Before using any other Window Manager functions, you must initialize the Window Manager by calling the InitWindows function (InitWindows) .
As part of initialization, InitWindows creates the Window Manager port, a graphics port that occupies all of the main screen. The Window Manager port is named WMgrCPort on Macintosh computers equipped with Color QuickDraw and WMgrPort on computers with only QuickDraw.
Ordinarily, your application does not need to know about the Window Manager port. If necessary, however, you can retrieve a pointer to it by calling the function GetWMgrPort (GetWMgrPort) or GetCWMgrPort (GetCWMgrPort) . Your application should not draw directly into the Window Manager port, except through custom window definition functions.

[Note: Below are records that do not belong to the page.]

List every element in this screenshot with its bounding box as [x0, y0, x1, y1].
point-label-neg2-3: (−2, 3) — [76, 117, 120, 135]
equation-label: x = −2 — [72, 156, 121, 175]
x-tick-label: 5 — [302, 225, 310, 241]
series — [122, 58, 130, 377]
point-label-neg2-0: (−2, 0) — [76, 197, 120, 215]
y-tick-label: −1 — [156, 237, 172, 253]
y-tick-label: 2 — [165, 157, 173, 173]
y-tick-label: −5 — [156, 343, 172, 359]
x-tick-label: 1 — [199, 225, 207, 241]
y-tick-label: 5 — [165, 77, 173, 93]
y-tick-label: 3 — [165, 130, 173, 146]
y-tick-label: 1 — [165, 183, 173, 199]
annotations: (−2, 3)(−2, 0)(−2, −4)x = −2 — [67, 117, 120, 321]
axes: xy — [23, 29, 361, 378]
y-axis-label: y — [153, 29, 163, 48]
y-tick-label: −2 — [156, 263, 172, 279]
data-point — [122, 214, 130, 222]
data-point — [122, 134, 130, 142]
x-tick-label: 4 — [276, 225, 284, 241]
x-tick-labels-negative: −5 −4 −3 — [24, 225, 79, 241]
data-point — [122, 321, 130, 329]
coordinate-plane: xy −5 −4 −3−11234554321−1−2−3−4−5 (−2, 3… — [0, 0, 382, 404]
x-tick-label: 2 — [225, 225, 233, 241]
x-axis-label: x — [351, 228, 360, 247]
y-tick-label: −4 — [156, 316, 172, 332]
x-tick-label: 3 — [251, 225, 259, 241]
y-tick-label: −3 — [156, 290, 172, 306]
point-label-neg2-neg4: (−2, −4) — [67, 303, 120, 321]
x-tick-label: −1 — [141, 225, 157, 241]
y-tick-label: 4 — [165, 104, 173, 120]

The Window Manager draws your application's windows into the Window Manager port. The port rectangle of the Window Manager port is the bounding rectangle of the main screen ( screenBits.bounds ). To accommodate systems with multiple monitors, QuickDraw recognizes a port rectangle of screenBits.bounds as a special case and allows drawing on all parts of the desktop.
Initializes the Window Manager for your application.
pascal void InitWindows(void);
Before calling InitWindows , you must initialize QuickDraw and the Font Manager by calling the InitGraf and InitFonts routines, documented in Inside Macintosh: Imaging and Inside Macintosh: Text .
When the desktop needs to be redrawn any time after initialization, the Window Manager checks the global variable DeskHook , which can be used as a pointer to an application-defined function for drawing the desktop . This variable is ordinarily set to 0, but not until after system startup. If you're displaying windows in code that is to be executed during startup, set DeskHook to 0. Note that the use of the Window Manager's global variables is not guaranteed to be compatible in system software versions later than System 6.